On Saturday, The Times of London reported a senior Israeli intelligence official as saying that Assad was preferable to the rebels. Former Mossad chief Efraim Halevy, writing in Foreign Affairs earlier this month, even went so far as to call Assad “Israel’s man in Damascus.”

Iran: The next chapter

The complex political battle surrounding Syria is closely linked to another issue, one that seems to have slipped down the priority ranks slightly in the past few months, namely Iran’s nuclear program. It’s been some months since Israel has explicitly threatened to attack Iran. The lull is partly due to the wintry weather, thought to further complicate aerial strikes on that country. It might also be linked to understandings reached between Netanyahu and U.S. President Barack Obama during the latter’s March visit to Israel.

But that doesn’t mean the Iran chapter is behind us. It’s only a delay, until next month’s presidential election in Iran. America told Israel: Let’s wait for the election. If the ayatollahs’ regime tries to skew the results, as in 2009, perhaps another “green revolution” will break out in Iran, and perhaps this time it will, with inspiration from the Arab Spring, be more effective.

And even if the Iranian regime does survive, as is likely, the political and economic pressure on the country might finally convince the country’s supreme religious leader, Ayatollah Ali Khamenei, to at least consider temporarily suspending the nuclear program in exchange for an easing of the international sanctions. If nothing happens, Washington has hinted, perhaps we will need to take direct action against Iran on our own.

Israel does not entirely trust this veiled promise from the United States, mainly in light of the White House’s embarrassing hesitancy over Syria and limp response to North Korea’s nuclear muscle-flexing. The Obama administration has been caught up in a series of public-relation disasters since the start of the president’s second term. All of this must suggest to Netanyahu that once again he has been left to fix the Iranian nuclear problem alone.

The prime minister will certainly not take comfort in a new report released on Friday by the Rand Corporation, that dares to ask the question that must not be raised in polite society: What will the region look like after Iran achieves nuclear capabilities? The veteran U.S. think tank, which often works for the government, says that obtaining nuclear weapons will further Iran’s national security goals, deter Israel and the United States from an attack in Iran, lead to greater instability in the region and increase the likelihood of war, whether by accident or as the result of a series of misunderstandings between Tehran and Jerusalem.

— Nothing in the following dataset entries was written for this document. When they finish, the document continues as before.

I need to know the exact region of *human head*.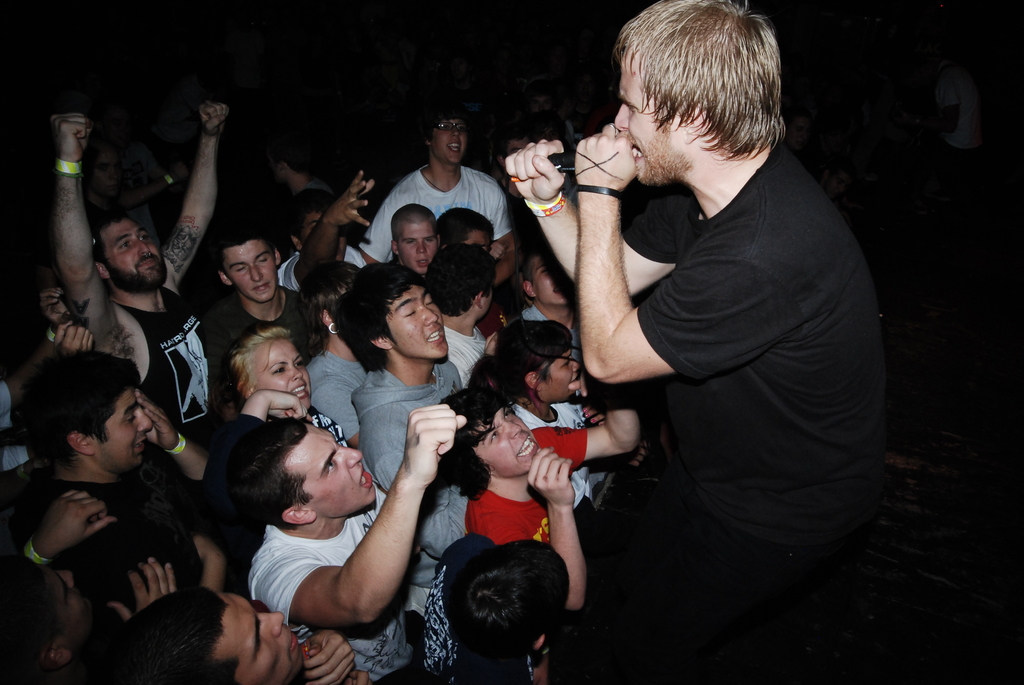
Region: (left=286, top=189, right=356, bottom=266).
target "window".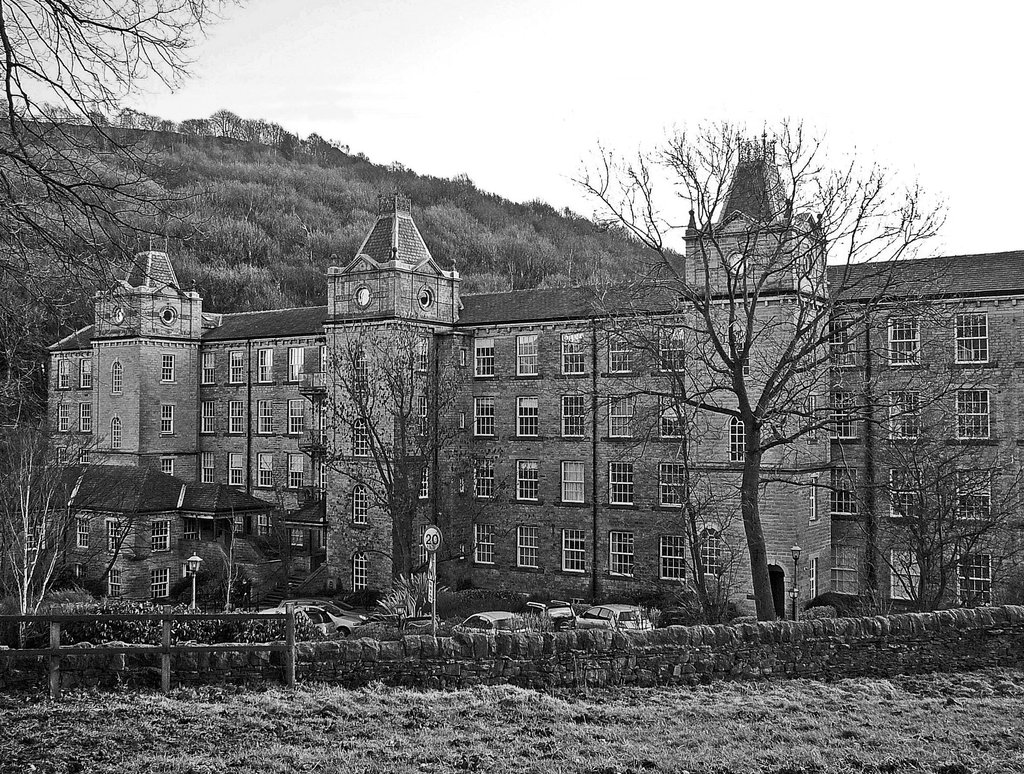
Target region: {"left": 79, "top": 446, "right": 93, "bottom": 462}.
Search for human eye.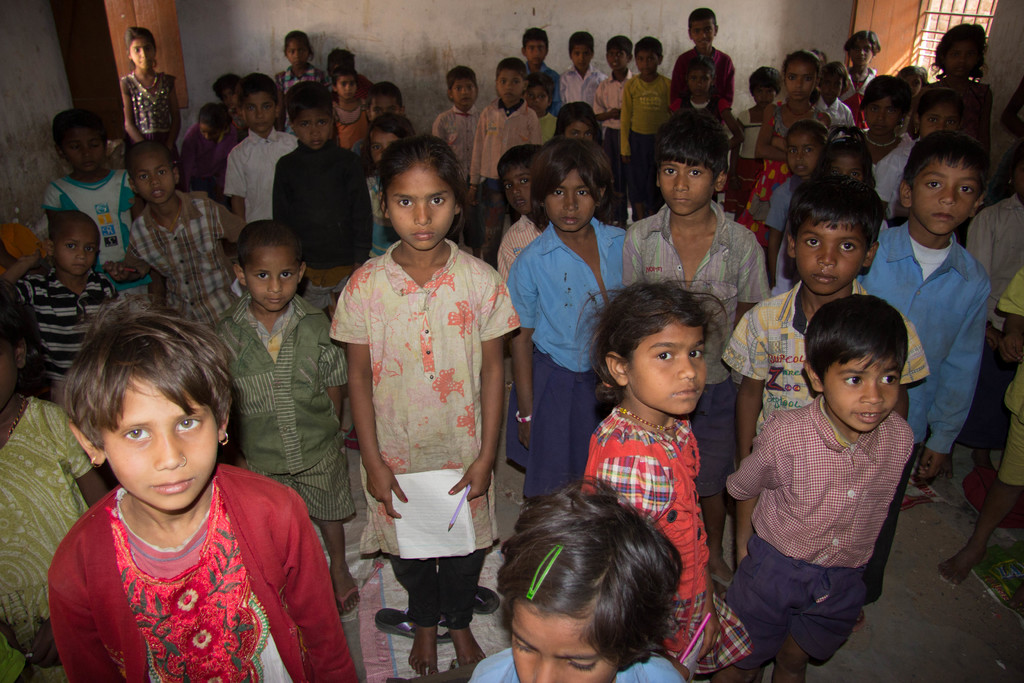
Found at select_region(662, 167, 678, 176).
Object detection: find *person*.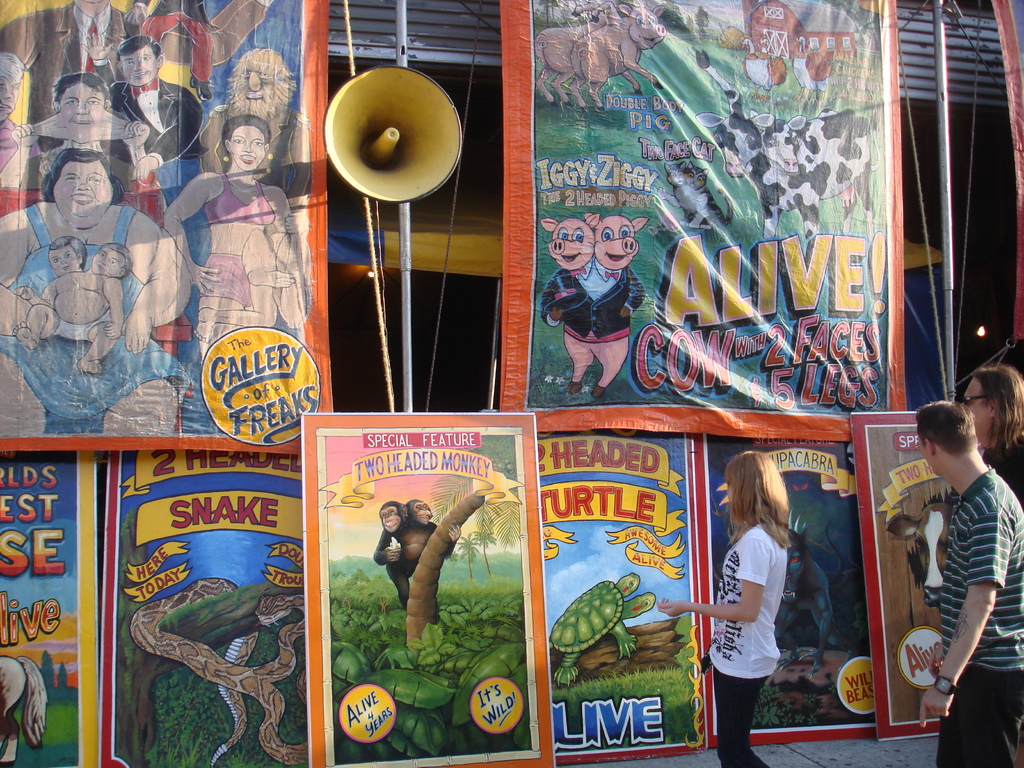
915/392/1023/767.
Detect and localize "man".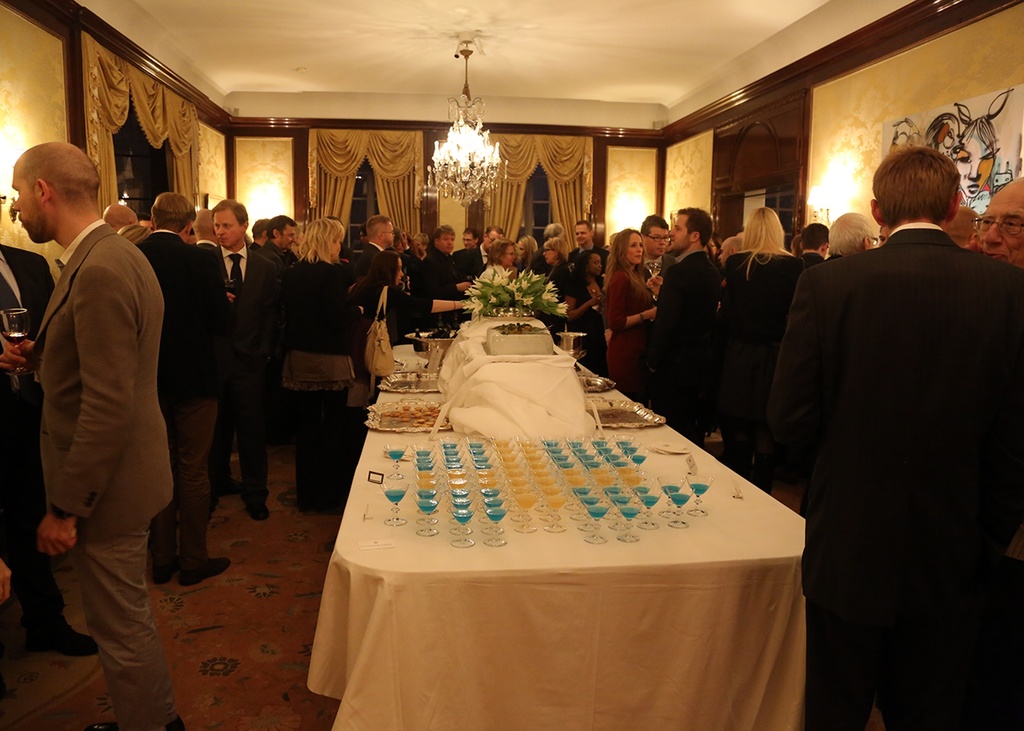
Localized at bbox=[758, 105, 1018, 717].
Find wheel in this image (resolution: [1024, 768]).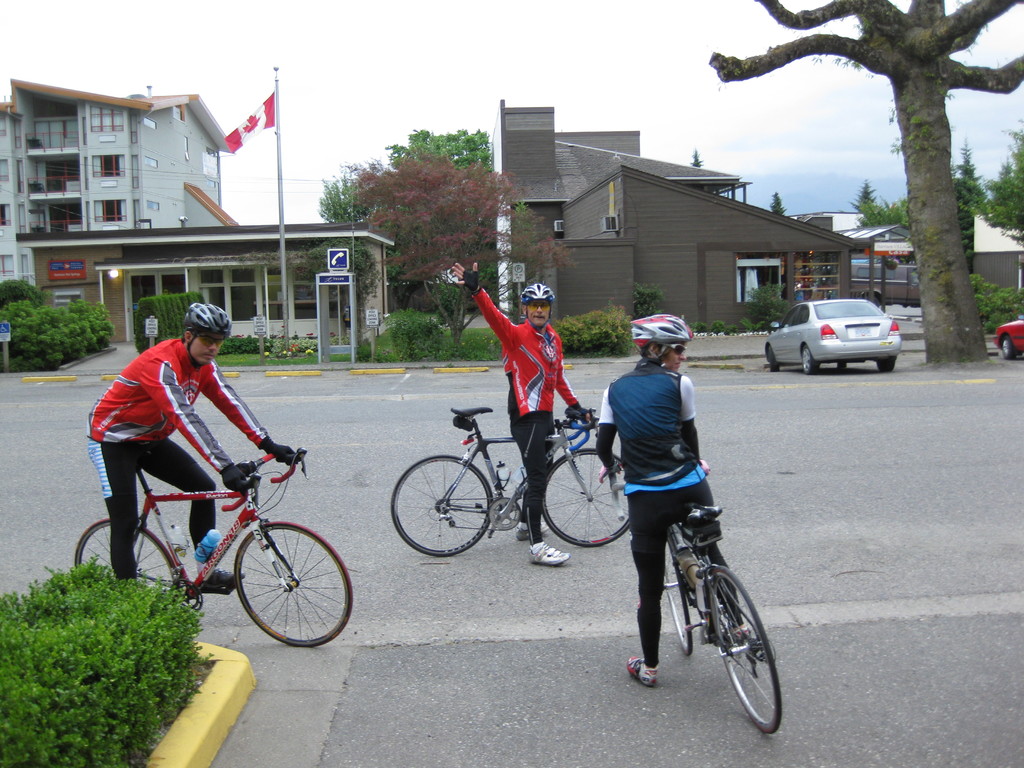
left=767, top=345, right=780, bottom=372.
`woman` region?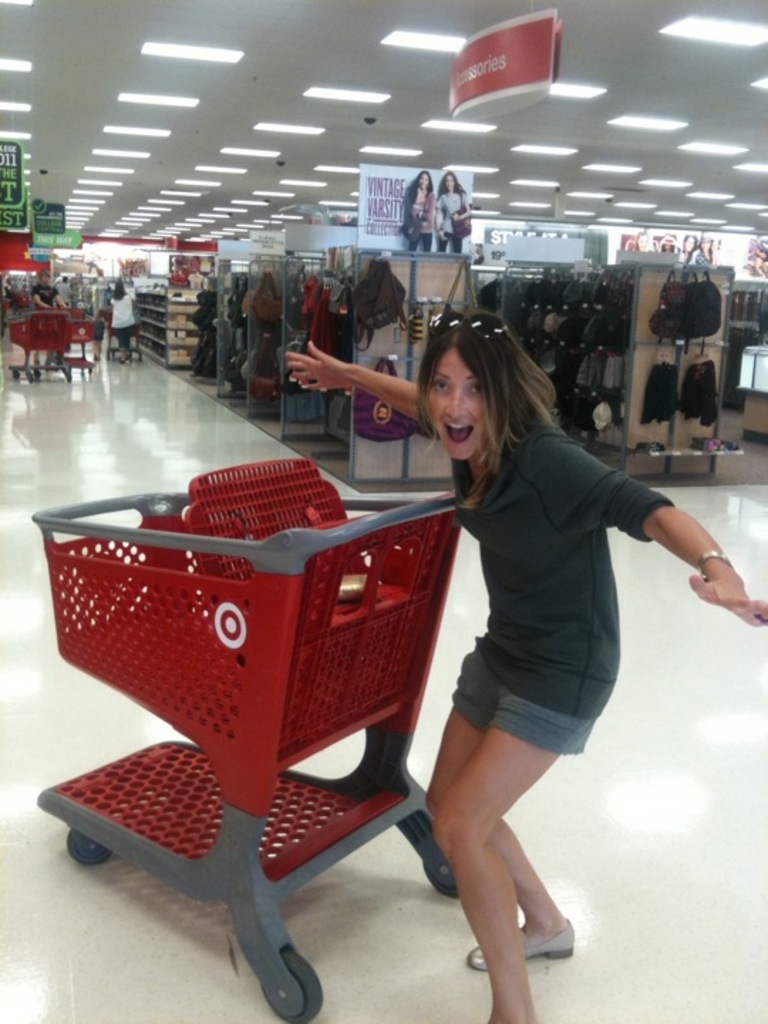
169,256,191,292
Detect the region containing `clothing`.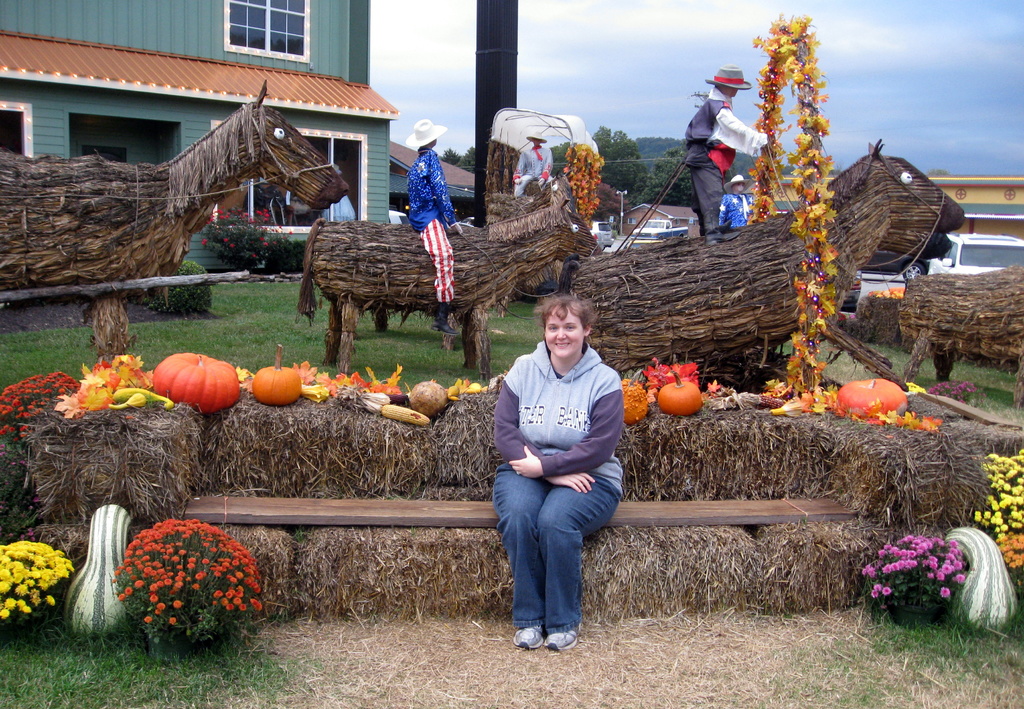
Rect(681, 61, 768, 219).
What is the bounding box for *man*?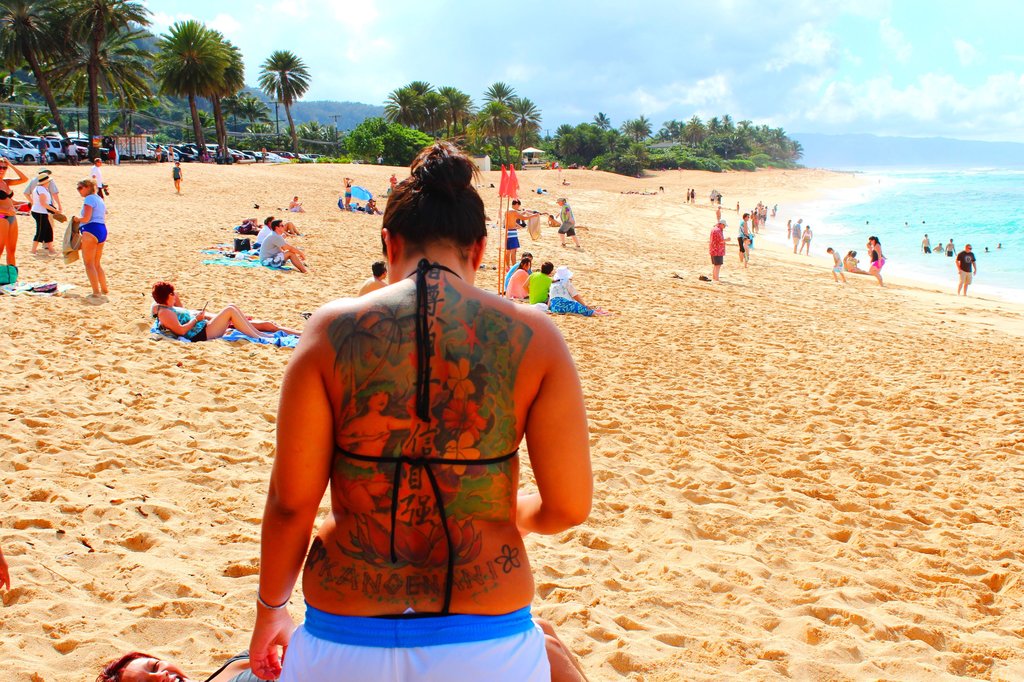
(x1=359, y1=258, x2=390, y2=293).
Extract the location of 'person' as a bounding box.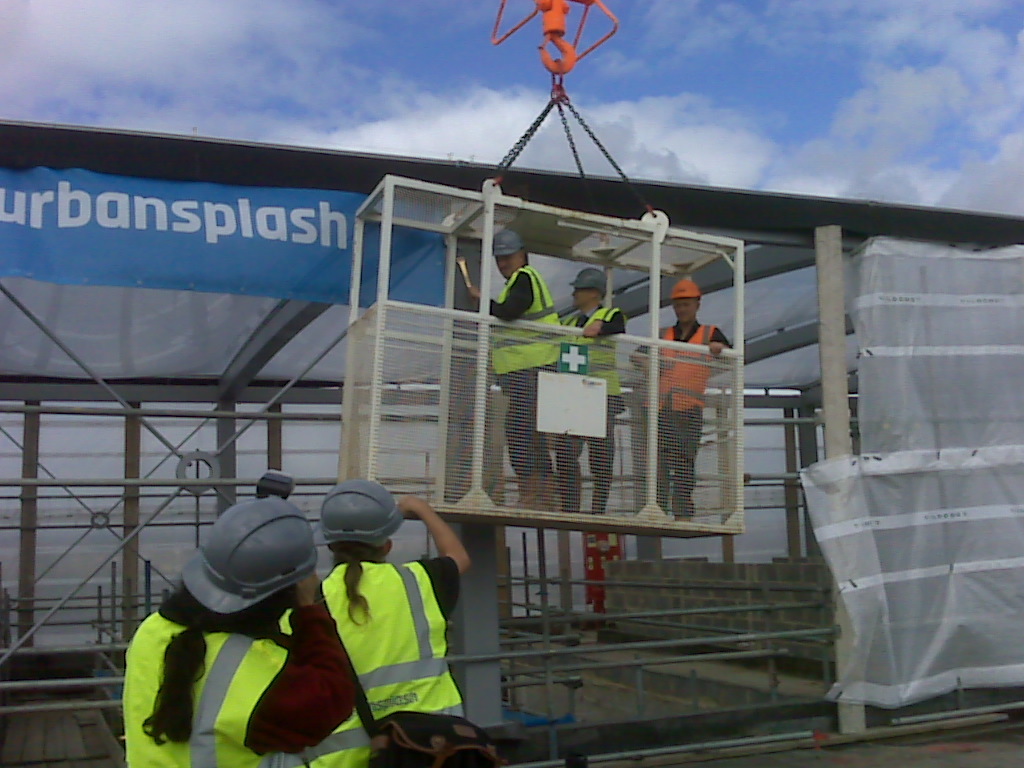
BBox(555, 261, 627, 515).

All of the obstacles that stood in the way of an Israeli attack on Iran last year will be relevant this year as well: The Obama administration is opposed to unilateral action from Israel, technocrats in Israel are against it, and there is a new, political obstacle in the form of Netanyahu’s main coalition partner in the new government, Finance Minister Yair Lapid. Lapid’s civil and economic agenda has no room for war with Iran. Nevertheless, it’s a safe bet that within a month, after the dust of the Iranian election settles, the issue of the ayatollahs’ nukes will once again claim center stage.